“We cannot do anything but recognize the sovereignty of the Donetsk People's Republic.
At the end of a forty-minute professorial speech, Vladimir Putin buried in one sentence the last hopes of diplomats.
The recognition of the pro-Russian separatist regions, expected, immediately led to strong reactions from the Europeans, in the first place.
A "flagrant violation of the sovereignty" of Ukraine.
Prime Minister Boris Johnson was the first to speak out against the Russian leader's remarks.
A few minutes later, the European Union let it be known with one voice that it would react with “firmness” in the event of recognition of these separatist regions.
Emmanuel Macron and German Chancellor Olaf Scholz, mediators in the eastern Ukrainian conflict, conducted an emergency meeting with Volodymyr Zelensky, the Ukrainian president and their "closest partners".
In the process, Ukraine also requested an emergency meeting of the UN Security Council.
The UN chief rushed back to New York, canceling a visit to the Democratic Republic of Congo.
In the meantime, the United Nations calls "to refrain" from "any unilateral decision" that "undermines the integrity" of Ukraine.
Struck by Vladimir Putin for having "ignored from the start" the "fundamental proposals", NATO soberly "condemned" the decision of the Russian head of state.
The reaction of the United States, which has constantly alerted the world to the risk of an imminent Russian invasion, has been curiously slow.
Joe Biden, the American president, took the time to chat privately with the Ukrainian president.
But the head of American diplomacy, Joseph Borrel, had warned a few moments earlier that "sanctions [were] on the table" in the event of recognition of the Donbass republics.
At 9:30 p.m., a little less than an hour after the end of Vladimir Putin's speech, Joe Biden kept his promises: the United States announced "sanctions" not against Russia, but against the separatist regions in Ukraine.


* [PROBLEM STATEMENT]
Copy all lines in the material holding the string "layer".

* [RECORDS FOR THE TASK]

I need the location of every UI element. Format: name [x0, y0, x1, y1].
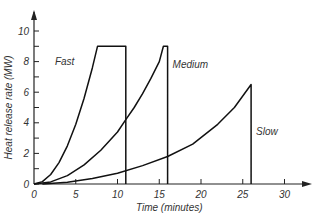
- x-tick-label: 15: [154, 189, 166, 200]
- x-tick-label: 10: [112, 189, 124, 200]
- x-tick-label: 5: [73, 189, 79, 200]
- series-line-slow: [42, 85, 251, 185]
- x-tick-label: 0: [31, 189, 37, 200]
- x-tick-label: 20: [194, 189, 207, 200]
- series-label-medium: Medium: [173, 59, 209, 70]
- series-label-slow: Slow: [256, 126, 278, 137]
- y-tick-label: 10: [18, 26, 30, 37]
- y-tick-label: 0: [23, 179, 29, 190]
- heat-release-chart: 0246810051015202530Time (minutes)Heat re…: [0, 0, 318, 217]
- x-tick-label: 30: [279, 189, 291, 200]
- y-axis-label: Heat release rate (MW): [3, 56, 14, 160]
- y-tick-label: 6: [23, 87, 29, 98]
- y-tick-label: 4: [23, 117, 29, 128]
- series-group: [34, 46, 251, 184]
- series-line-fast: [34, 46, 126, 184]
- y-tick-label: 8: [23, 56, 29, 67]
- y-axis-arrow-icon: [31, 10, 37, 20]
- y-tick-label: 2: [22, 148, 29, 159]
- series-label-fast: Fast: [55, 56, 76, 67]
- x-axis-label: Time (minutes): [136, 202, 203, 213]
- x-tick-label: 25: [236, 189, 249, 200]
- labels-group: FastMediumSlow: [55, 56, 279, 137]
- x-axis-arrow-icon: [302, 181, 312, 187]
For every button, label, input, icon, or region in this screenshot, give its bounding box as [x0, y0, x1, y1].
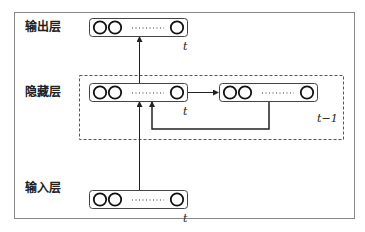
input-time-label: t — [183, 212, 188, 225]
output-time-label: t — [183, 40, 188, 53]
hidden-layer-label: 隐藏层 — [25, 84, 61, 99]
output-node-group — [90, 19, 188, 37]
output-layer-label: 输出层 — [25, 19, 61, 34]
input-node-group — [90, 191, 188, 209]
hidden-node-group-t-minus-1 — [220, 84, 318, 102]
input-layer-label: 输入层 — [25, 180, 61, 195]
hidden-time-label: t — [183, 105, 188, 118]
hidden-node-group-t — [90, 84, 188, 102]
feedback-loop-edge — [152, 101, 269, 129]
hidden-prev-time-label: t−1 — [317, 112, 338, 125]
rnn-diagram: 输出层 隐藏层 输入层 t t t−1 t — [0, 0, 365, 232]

* [EXERCISE SOLUTION]
hidden-layer-label: 隐藏层 — [25, 84, 61, 99]
output-layer-label: 输出层 — [25, 19, 61, 34]
input-layer-label: 输入层 — [25, 180, 61, 195]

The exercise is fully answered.